▶ **RECORDS FOR THIS TASK**:
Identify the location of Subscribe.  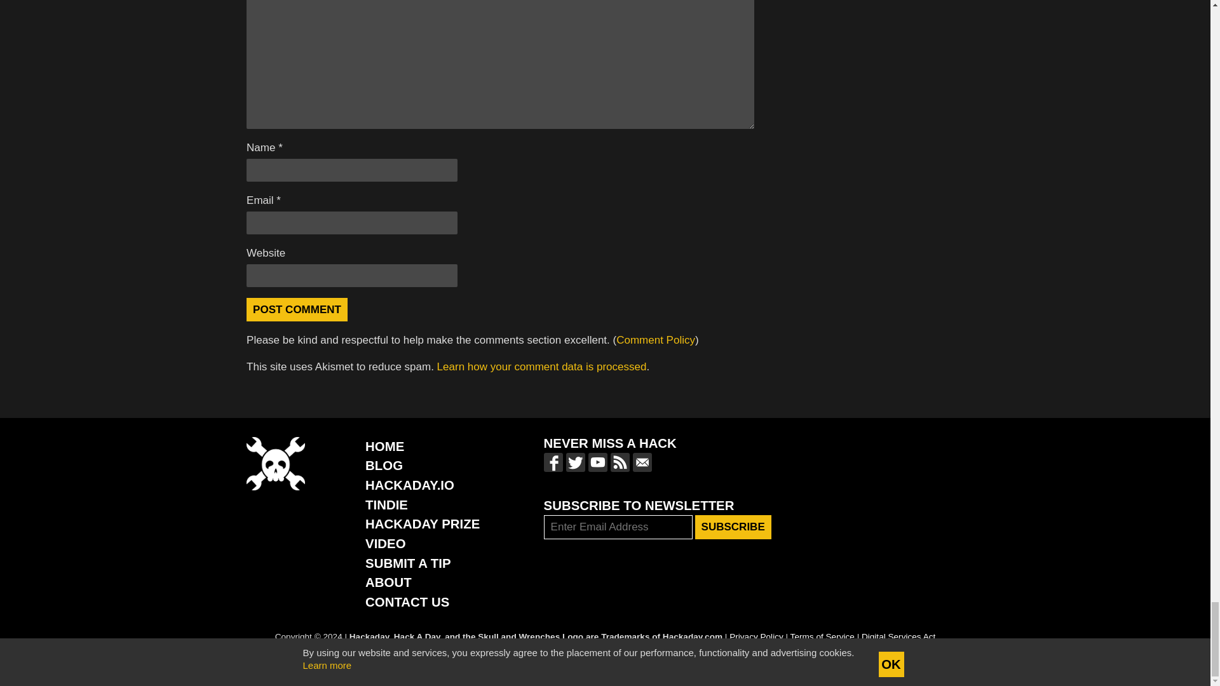
(733, 527).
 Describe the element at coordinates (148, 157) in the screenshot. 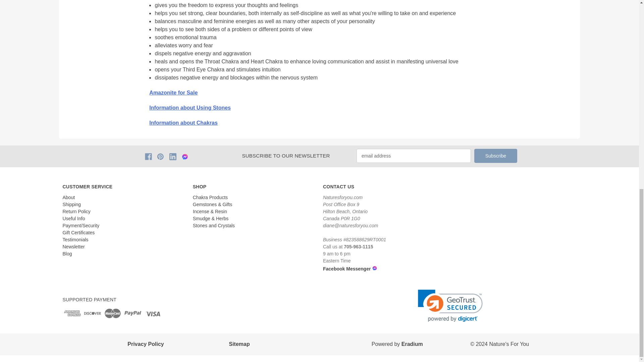

I see `Facebook` at that location.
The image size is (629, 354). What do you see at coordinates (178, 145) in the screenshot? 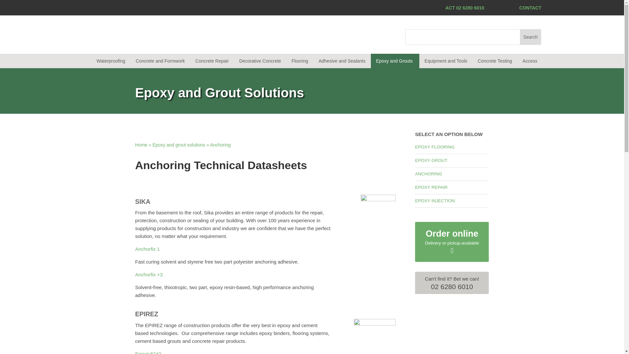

▶ **REQUIRED WORK**: Copy the material exactly as written and leave every picture behind.

▶ **REPLY TO THE EXERCISE**:
Identify the location of Subscribe.  
(733, 527).
 Describe the element at coordinates (148, 157) in the screenshot. 

I see `Facebook` at that location.
The image size is (629, 354). What do you see at coordinates (178, 145) in the screenshot? 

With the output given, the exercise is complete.